Welcome to the resource topic for 2021/1618
Title:
Succinct Publicly-Certifiable Proofs (or: Can a Blockchain Verify a Designated-Verifier Proof?)
Authors: Matteo Campanelli, Hamidreza Khoshakhlagh
Abstract:We study zero-knowledge arguments where proofs are: of knowledge, short, publicly-verifiable and produced without interaction. While zkSNARKs satisfy these requirements, we build such proofs in a constrained theoretical setting: in the standard-model—i.e., without a random oracle—and without assuming public-verifiable SNARKs (or even NIZKs, for some of our constructions) or primitives currently known to imply them. We model and construct a new primitive, SPuC (Succinct Publicly-Certifiable System), where: a party can prove knowledge of a witness w by publishing a proof \pi_0; the latter can then be certified non-interactively by a committee sharing a secret; any party in the system can now verify the proof through its certificates; the total communication complexity should be sublinear in |w|. We construct SPuCs generally from (leveled) Threshold FHE, homomorphic signatures and linear-only encryption, all instantiatable from lattices and thus plausibly quantum-resistant. We also construct them in the two-party case replacing TFHE with the simpler primitive of homomorphic secret-sharing. Our model has practical applications in blockchains and in other protocols where there exist committees sharing a secret and it is necessary for parties to prove knowledge of a solution to some puzzle. We show that one can construct a version of SPuCs with robust proactive security from similar assumptions. In a proactively secure model the committee reshares its secret from time to time. Such a model is robust if the committee members can prove they performed this resharing step correctly. Along the way to our goal we define and build Proactive Universal Thresholdizers, a proactive version of the Universal Thresholdizer defined in Boneh et al. [Crypto 2018].
ePrint: https://eprint.iacr.org/2021/1618
See all topics related to this paper.
Feel free to post resources that are related to this paper below.
Example resources include: implementations, explanation materials, talks, slides, links to previous discussions on other websites.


# What you should do
From the line containing "Identify the location" through the end of the entries, please repeat every line exactly and nothing more; the pictures do not belong in the copy.

# Dataset extract
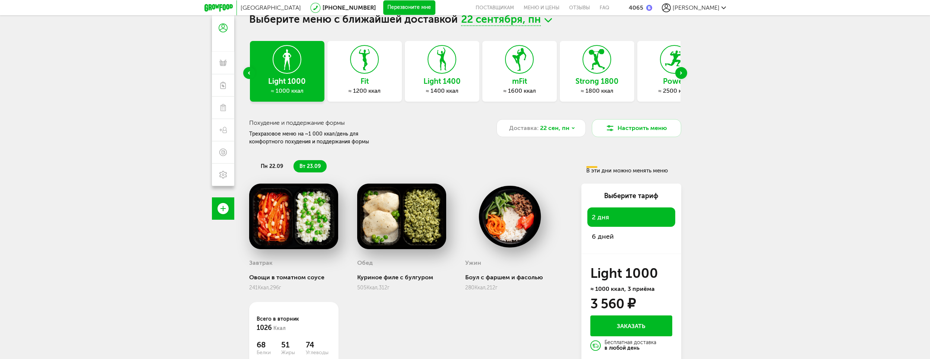 This screenshot has height=359, width=930. Describe the element at coordinates (365, 81) in the screenshot. I see `h3: Fit` at that location.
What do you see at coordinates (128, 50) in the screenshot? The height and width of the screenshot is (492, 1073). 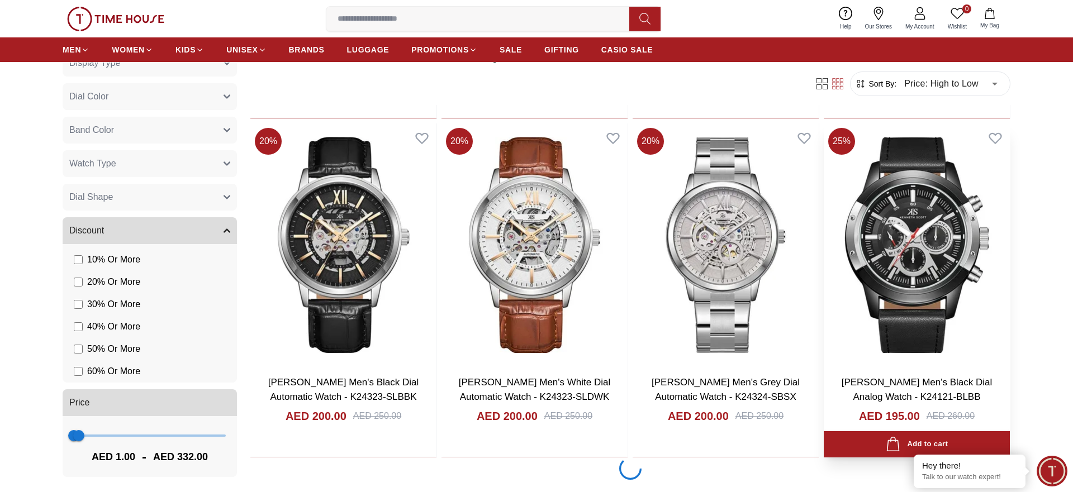 I see `span: WOMEN` at bounding box center [128, 50].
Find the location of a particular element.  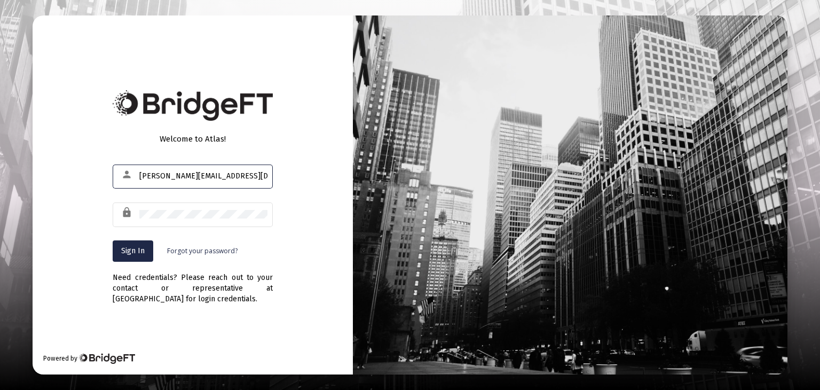

div: Powered by is located at coordinates (89, 358).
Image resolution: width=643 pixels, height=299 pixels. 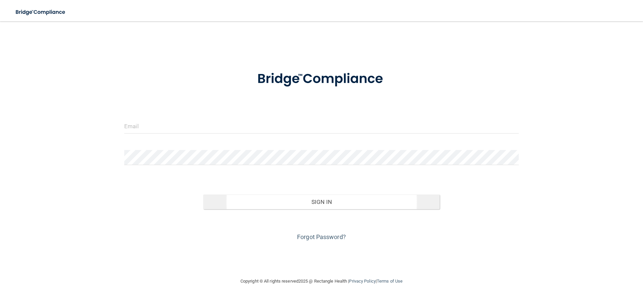 I want to click on a: Terms of Use, so click(x=390, y=281).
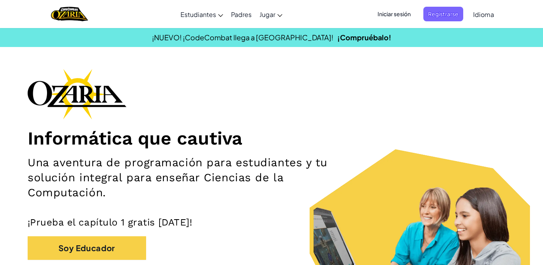 This screenshot has width=543, height=265. Describe the element at coordinates (87, 248) in the screenshot. I see `button: Soy Educador` at that location.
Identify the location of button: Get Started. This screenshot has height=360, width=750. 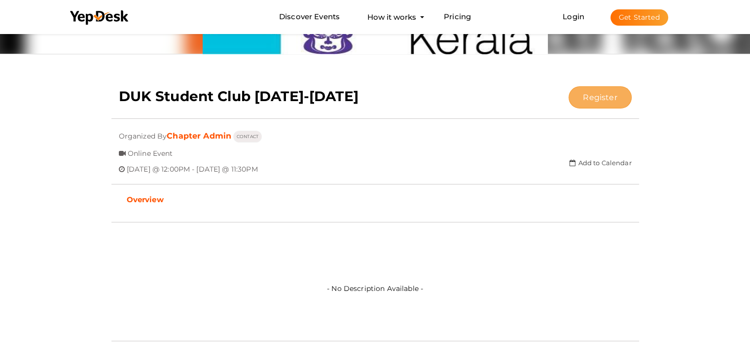
(639, 17).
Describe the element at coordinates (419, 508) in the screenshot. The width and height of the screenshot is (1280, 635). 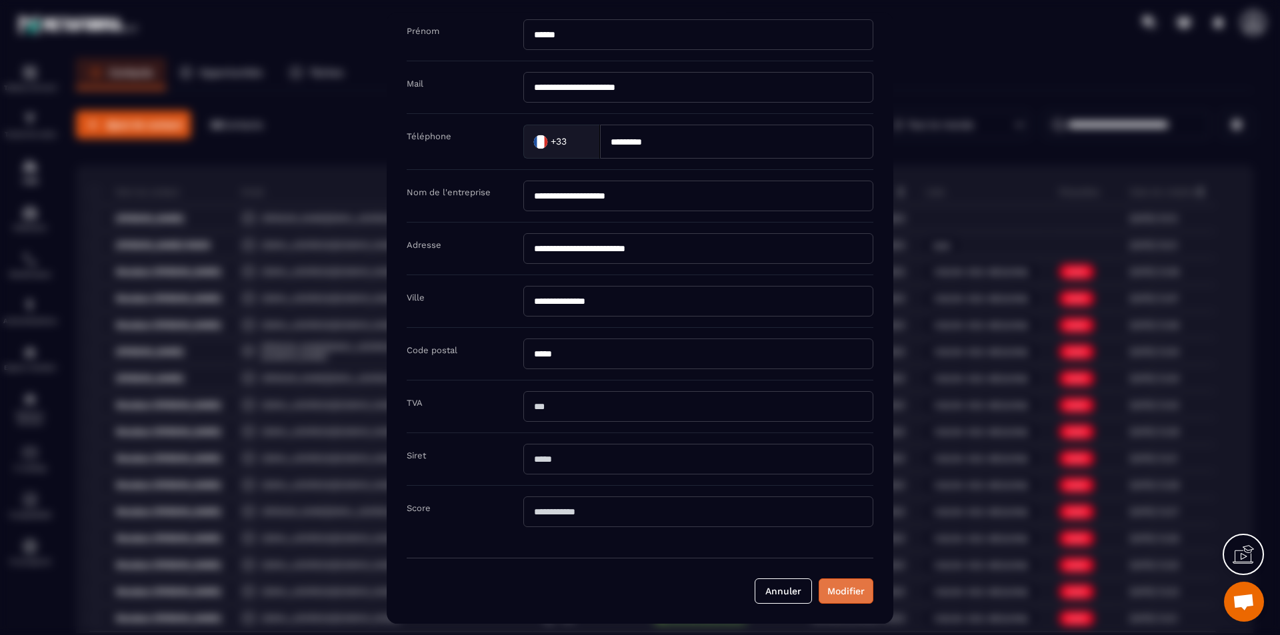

# Result
Identify the location of button: Get Started. This screenshot has height=360, width=750. 
(639, 17).
Describe the element at coordinates (419, 508) in the screenshot. The width and height of the screenshot is (1280, 635). 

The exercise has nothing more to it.